Chrissy Teigen Plays a Coconut ‘Plant Manager’ in New Vita Coco Spot

As a mother, supermodel, TV personality, social-media phenom and wife of musician John Legend, Chrissy Teigen doesn’t exactly need another job—let alone one as a plant manager. But that’s what Teigen is now.

At least, that’s what she is in a new spot for Vita Coco.

Shot on a white-sand beach at Key Biscayne, Florida, the spot below shows Teigen wearing an unbuttoned brown custodial uniform and lounging beneath a coconut tree. A voiceover explains that a plant manager’s central job is to “keep track of your employees … make sure they’re producing.” When one of the coconuts falls from the tree, Teigen pats the trunk approvingly and praises it as “employee of the month.”

The conceit here is that the Vita Coco’s “plant” is simply a tree on a tropical island. As for the plant manager, she’s got a pretty chill job. Sardonic humor aside, the underlying brand message here is both serious and succinct: Vita Coco’s coconut water is water from a coconut.

The spot “is just being [as] honest as the product is—we’re not trying to trump it up,” said Chris Sojka, co-founder and CCO of Madwell, the creative shop behind the spot, which scouted beaches all over the tropics before settling on this one. It’s a bit of stagecraft, since Vita Coco’s coconuts actually come from all over the world. In the end, Sojka settled on this “idealized beach” just south of Miami, since it had “the right vibe.”

The TV campaign breaks on April 4 and will air on major networks including NBC, CBS, AMC and Bravo.

This isn’t the first time Teigen has sung the praises of Vita Coco. Last summer, she shot a series of amusing videos on Snapchat, demonstrating the array of uses of the brand’s coconut oil. In the videos, Teigen fries eggs with the oil, spreads it on toast, shaves her legs with it, gives her new baby Luna a toe rubdown with it, uses it as a lip balm and—most memorably—appears in a pool with a coconuts filter in place of her bikini top. “Vita Coco sent me 862 jars of coconut oil—and one sexy bikini,” Teigen said.

The experience of working with Teigen on the Snapchat videos, said Vita Coco’s vice president of marketing Charles van Es, “was fun. She is so easygoing and she completely got everything.” It made the model a natural candidate for the current, more ambitious campaign.

Nevertheless, Sojka said, the spot was conceived and written before the brand approached Teigen officially. “We wanted to create an iconic character—the plant manager—someone who could be in commercials in the future and across channels,” he said.

It seemed pretty clear from the start, though, that Teigen was a natural fit, and probably the only real choice for the creative being planned. “We kept circling back to how Teigen is a perfect mixture of the self-effacing human, aspirational beauty, health and fitness,” Sojka said.

Any brand with deep enough pockets can hire a celebrity to hawk a product, but the art of a credible endorsement rests on a delicate balance of plausibility and authenticity: A feeling that the star in question actually uses the product, in addition to having a personality that dovetails with what it represents. Van Es believes that Teigen checks off all of those boxes.

“She’s perfect for the brand,” he said. As a product, Vita Coco positions itself as credible, natural, likeable and free of pretension—all qualities that Teigen already has. “She’s a mother and a chef and a Sports Illustrated model. She’s very funny and doesn’t take herself too seriously,” van Es added. “When people see her on the beach with a Vita Coco, they’ll believe, hopefully, that these are the things she’d be saying. We feel good about this.”

Vita Coco also feels good about the category its in, which by all indicators is ripe for growth. According to Mintel’s 2016 report on juice and juice drinks, “coconut water has exploded in profile in the global beverages market, and it has been one of the big business successes of the past decade.”

Neither Mintel nor IRI track coconut water as a category, but van Es estimates that it’s worth $1.5 billion domestically, and has a global market that’s bigger still. It’s one reason why, after years of grassroots marketing like handing out samples on the street and at music festivals, Vita Coco felt it was time to take the next step in its marketing evolution.

“We think this is the moment to really get a lot more awareness for the brand,” he said. “That’s how we got to doing TV.”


_YOUR INSTRUCTIONS_. A word-for-word retyping of the listing is the goal.

= = = =

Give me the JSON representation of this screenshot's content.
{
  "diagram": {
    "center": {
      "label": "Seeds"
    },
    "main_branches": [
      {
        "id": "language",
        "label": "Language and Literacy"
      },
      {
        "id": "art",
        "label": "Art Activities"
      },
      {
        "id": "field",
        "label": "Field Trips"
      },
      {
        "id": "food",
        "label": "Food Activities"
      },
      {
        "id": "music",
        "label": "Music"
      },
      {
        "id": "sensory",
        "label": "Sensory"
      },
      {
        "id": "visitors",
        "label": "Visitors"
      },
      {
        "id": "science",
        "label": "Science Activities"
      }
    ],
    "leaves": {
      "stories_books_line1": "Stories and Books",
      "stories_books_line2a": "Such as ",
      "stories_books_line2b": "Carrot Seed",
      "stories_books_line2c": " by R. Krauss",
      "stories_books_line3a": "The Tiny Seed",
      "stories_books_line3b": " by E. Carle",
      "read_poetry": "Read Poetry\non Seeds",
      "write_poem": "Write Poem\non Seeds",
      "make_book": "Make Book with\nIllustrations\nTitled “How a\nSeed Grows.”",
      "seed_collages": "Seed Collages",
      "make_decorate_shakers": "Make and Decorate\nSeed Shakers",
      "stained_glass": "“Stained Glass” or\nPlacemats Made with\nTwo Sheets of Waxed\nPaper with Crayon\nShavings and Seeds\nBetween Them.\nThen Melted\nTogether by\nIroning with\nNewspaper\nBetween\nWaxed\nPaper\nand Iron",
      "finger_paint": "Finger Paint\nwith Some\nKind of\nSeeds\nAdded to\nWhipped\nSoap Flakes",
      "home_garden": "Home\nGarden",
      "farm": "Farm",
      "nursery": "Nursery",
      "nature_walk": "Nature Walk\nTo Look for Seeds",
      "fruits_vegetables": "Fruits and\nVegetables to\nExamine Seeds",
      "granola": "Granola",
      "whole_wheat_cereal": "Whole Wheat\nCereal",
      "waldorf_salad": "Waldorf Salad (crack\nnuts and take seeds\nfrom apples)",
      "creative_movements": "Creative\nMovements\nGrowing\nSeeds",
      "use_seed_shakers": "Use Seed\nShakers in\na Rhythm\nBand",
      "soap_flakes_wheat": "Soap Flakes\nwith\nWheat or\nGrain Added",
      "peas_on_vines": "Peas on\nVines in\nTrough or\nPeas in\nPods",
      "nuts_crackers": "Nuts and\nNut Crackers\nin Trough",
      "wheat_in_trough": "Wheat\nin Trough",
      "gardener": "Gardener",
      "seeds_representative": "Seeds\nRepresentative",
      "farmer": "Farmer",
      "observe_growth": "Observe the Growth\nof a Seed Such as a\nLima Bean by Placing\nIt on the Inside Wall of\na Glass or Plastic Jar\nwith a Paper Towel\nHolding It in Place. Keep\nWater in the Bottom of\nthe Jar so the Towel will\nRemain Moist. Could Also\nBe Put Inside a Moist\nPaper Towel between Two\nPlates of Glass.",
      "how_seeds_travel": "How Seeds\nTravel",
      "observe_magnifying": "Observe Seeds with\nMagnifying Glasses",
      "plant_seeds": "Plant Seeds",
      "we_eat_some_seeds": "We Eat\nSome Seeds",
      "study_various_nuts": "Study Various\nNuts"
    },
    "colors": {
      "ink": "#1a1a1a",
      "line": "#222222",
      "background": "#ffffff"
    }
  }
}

= = = =

_RESPONSE_.
Give me the JSON representation of this screenshot's content.
{
  "diagram": {
    "center": {
      "label": "Seeds"
    },
    "main_branches": [
      {
        "id": "language",
        "label": "Language and Literacy"
      },
      {
        "id": "art",
        "label": "Art Activities"
      },
      {
        "id": "field",
        "label": "Field Trips"
      },
      {
        "id": "food",
        "label": "Food Activities"
      },
      {
        "id": "music",
        "label": "Music"
      },
      {
        "id": "sensory",
        "label": "Sensory"
      },
      {
        "id": "visitors",
        "label": "Visitors"
      },
      {
        "id": "science",
        "label": "Science Activities"
      }
    ],
    "leaves": {
      "stories_books_line1": "Stories and Books",
      "stories_books_line2a": "Such as ",
      "stories_books_line2b": "Carrot Seed",
      "stories_books_line2c": " by R. Krauss",
      "stories_books_line3a": "The Tiny Seed",
      "stories_books_line3b": " by E. Carle",
      "read_poetry": "Read Poetry\non Seeds",
      "write_poem": "Write Poem\non Seeds",
      "make_book": "Make Book with\nIllustrations\nTitled “How a\nSeed Grows.”",
      "seed_collages": "Seed Collages",
      "make_decorate_shakers": "Make and Decorate\nSeed Shakers",
      "stained_glass": "“Stained Glass” or\nPlacemats Made with\nTwo Sheets of Waxed\nPaper with Crayon\nShavings and Seeds\nBetween Them.\nThen Melted\nTogether by\nIroning with\nNewspaper\nBetween\nWaxed\nPaper\nand Iron",
      "finger_paint": "Finger Paint\nwith Some\nKind of\nSeeds\nAdded to\nWhipped\nSoap Flakes",
      "home_garden": "Home\nGarden",
      "farm": "Farm",
      "nursery": "Nursery",
      "nature_walk": "Nature Walk\nTo Look for Seeds",
      "fruits_vegetables": "Fruits and\nVegetables to\nExamine Seeds",
      "granola": "Granola",
      "whole_wheat_cereal": "Whole Wheat\nCereal",
      "waldorf_salad": "Waldorf Salad (crack\nnuts and take seeds\nfrom apples)",
      "creative_movements": "Creative\nMovements\nGrowing\nSeeds",
      "use_seed_shakers": "Use Seed\nShakers in\na Rhythm\nBand",
      "soap_flakes_wheat": "Soap Flakes\nwith\nWheat or\nGrain Added",
      "peas_on_vines": "Peas on\nVines in\nTrough or\nPeas in\nPods",
      "nuts_crackers": "Nuts and\nNut Crackers\nin Trough",
      "wheat_in_trough": "Wheat\nin Trough",
      "gardener": "Gardener",
      "seeds_representative": "Seeds\nRepresentative",
      "farmer": "Farmer",
      "observe_growth": "Observe the Growth\nof a Seed Such as a\nLima Bean by Placing\nIt on the Inside Wall of\na Glass or Plastic Jar\nwith a Paper Towel\nHolding It in Place. Keep\nWater in the Bottom of\nthe Jar so the Towel will\nRemain Moist. Could Also\nBe Put Inside a Moist\nPaper Towel between Two\nPlates of Glass.",
      "how_seeds_travel": "How Seeds\nTravel",
      "observe_magnifying": "Observe Seeds with\nMagnifying Glasses",
      "plant_seeds": "Plant Seeds",
      "we_eat_some_seeds": "We Eat\nSome Seeds",
      "study_various_nuts": "Study Various\nNuts"
    },
    "colors": {
      "ink": "#1a1a1a",
      "line": "#222222",
      "background": "#ffffff"
    }
  }
}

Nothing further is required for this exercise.